Berti also talked about several high-profile Vermont cases. Without mentioning names, she discussed the 2009 South Burlington sexting case in which 18-year-old Isaac Owusu, then a star high school athlete, asked teenage girls to photograph or videotape themselves performing sex acts and send him the results. Owusu was eventually charged with lewd and lascivious conduct.
Berti also told the story of Ryan Patrick Halligan, the 13-year-old Essex Junction boy who committed suicide in October 2003 as a result of cyberbullying. One of the students said she knew the Halligan family personally.
Berti also reminded kids that when they post personal information about themselves online, it’s visible to their parents, friends, neighbors, coaches, hackers, future employers and even the police. Most of that data live forever, she noted, and could affect their college applications, job interviews — even future spouses and children. The Burlington PD researches the cyber life of all its recruits, she added, offering some catchy but powerful slogans, such as “Pause before you post,” “Time doesn’t bring honesty or trust” and “Once you hit send, there’s no taking it back.”
Many of the Edmunds students already seemed to know what info shouldn’t be disclosed online, including their home addresses, phone numbers, Social Security numbers and the names of family members.
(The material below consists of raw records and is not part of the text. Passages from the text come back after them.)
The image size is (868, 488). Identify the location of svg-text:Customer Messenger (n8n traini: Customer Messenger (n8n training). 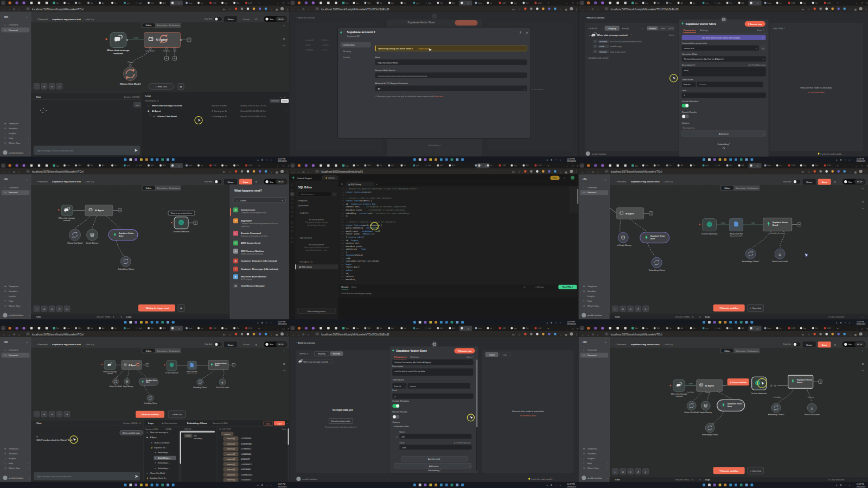
(260, 269).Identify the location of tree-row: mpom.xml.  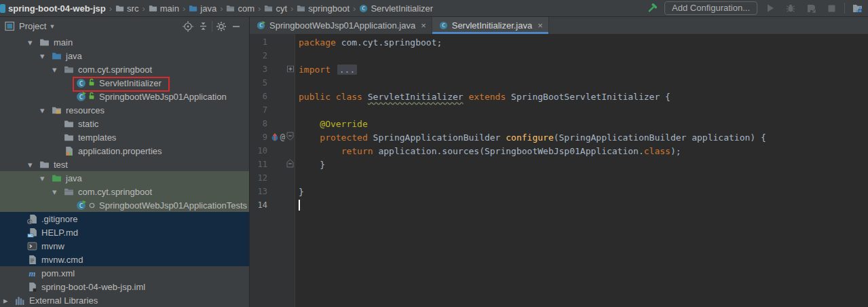
(125, 273). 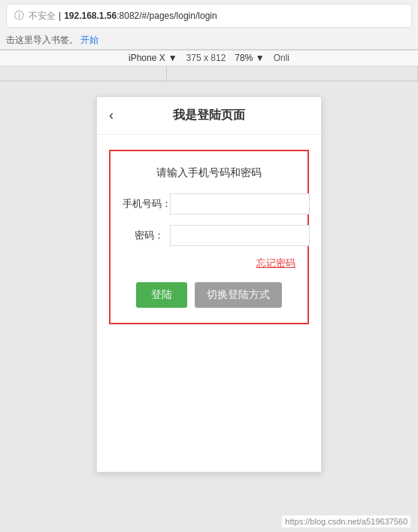 What do you see at coordinates (143, 204) in the screenshot?
I see `phone-label: 手机号码：` at bounding box center [143, 204].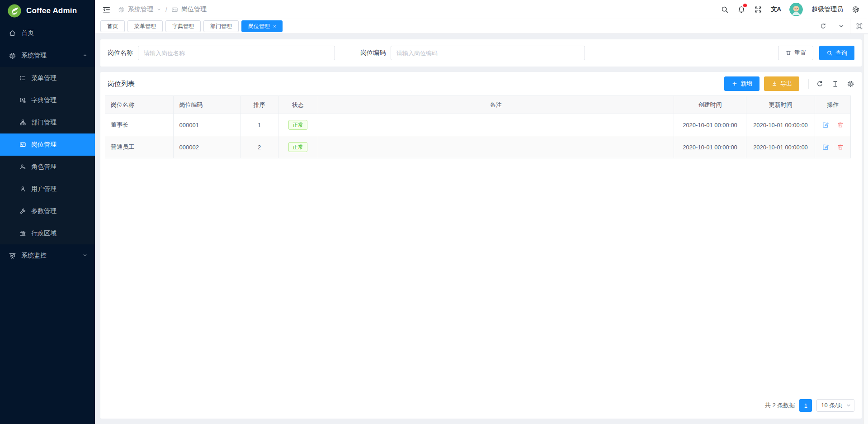 Image resolution: width=868 pixels, height=424 pixels. Describe the element at coordinates (298, 125) in the screenshot. I see `cell-status: 正常` at that location.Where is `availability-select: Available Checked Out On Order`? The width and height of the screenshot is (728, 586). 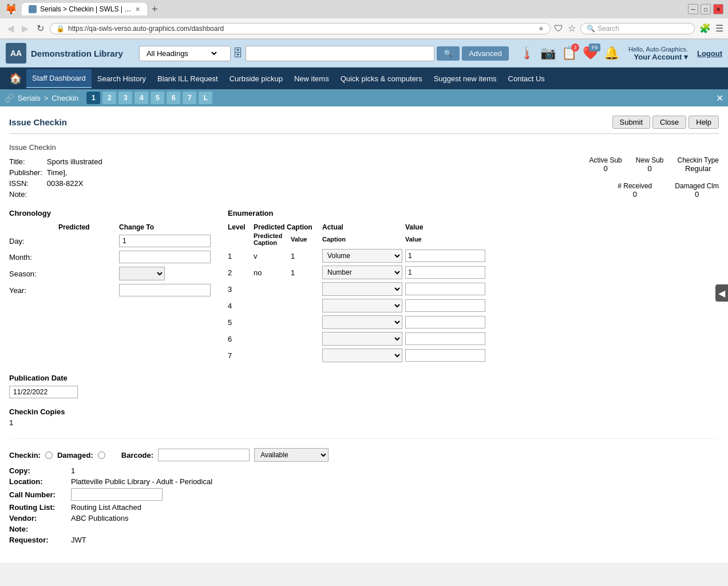 availability-select: Available Checked Out On Order is located at coordinates (291, 455).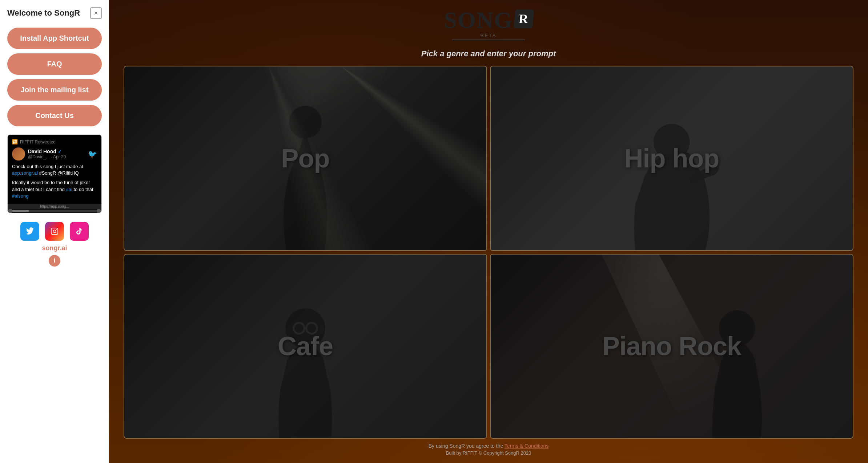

But many didn’t know, until Berti told them, that online predators routinely use anonymous screen names and seemingly innocuous information to figure out how old they are, where they live and where they go to school.
The question-and-answer session at the end of the hour revealed the prevalance of online predators. At least three students in the room recounted incidents in which someone they didn’t know contacted them online and asked for personal or private information.
Among them was a boy who claimed that a girl he knew kept sending him instant messages, asking for nude pictures of himself; the boy said he told his mother, who called the police.
Another boy in the class said he received an instant message asking his age while he was playing an online computer game. “I find that really creepy,” he said.
Several of the Edmunds staff stayed behind to discuss the presentation and the need for more like it. Edmunds librarian Kathy Neil recalled that when she was in fifth grade, the cops used to come around to warn kids about drugs and their various street names.
Today’s pushers are online. Melissa Hathaway, Edmunds’ school counselor, said it’s vital to “get this information to kids before they’re in the thick of it.” She wondered aloud whether her school could offer internet-safety classes earlier — both to the kids and their parents.
“What we’re seeing is that parents are pretty concerned and aware of getting kids information about potential predators and being safe online,” Hathaway added. But they’re less worried about online interaction between their children and their peers. And that can be just as dangerous.
Berti explained that she’s already begun teaching a simpler version of this class to kindergartners. Neil said that she, too, has begun work with kindergartners and first-graders around digital safety.
How does one teach children so young about the dangers in the virtual world when they’re still learning about dangers in the real world?
The goal, Neil said, is to convey to them the idea that an online community can be just as exciting to explore as the real world — and just as perilous. As she told the little ones, “You wouldn’t go walking in the community without a parent with you, so you wouldn’t do that on the computer.”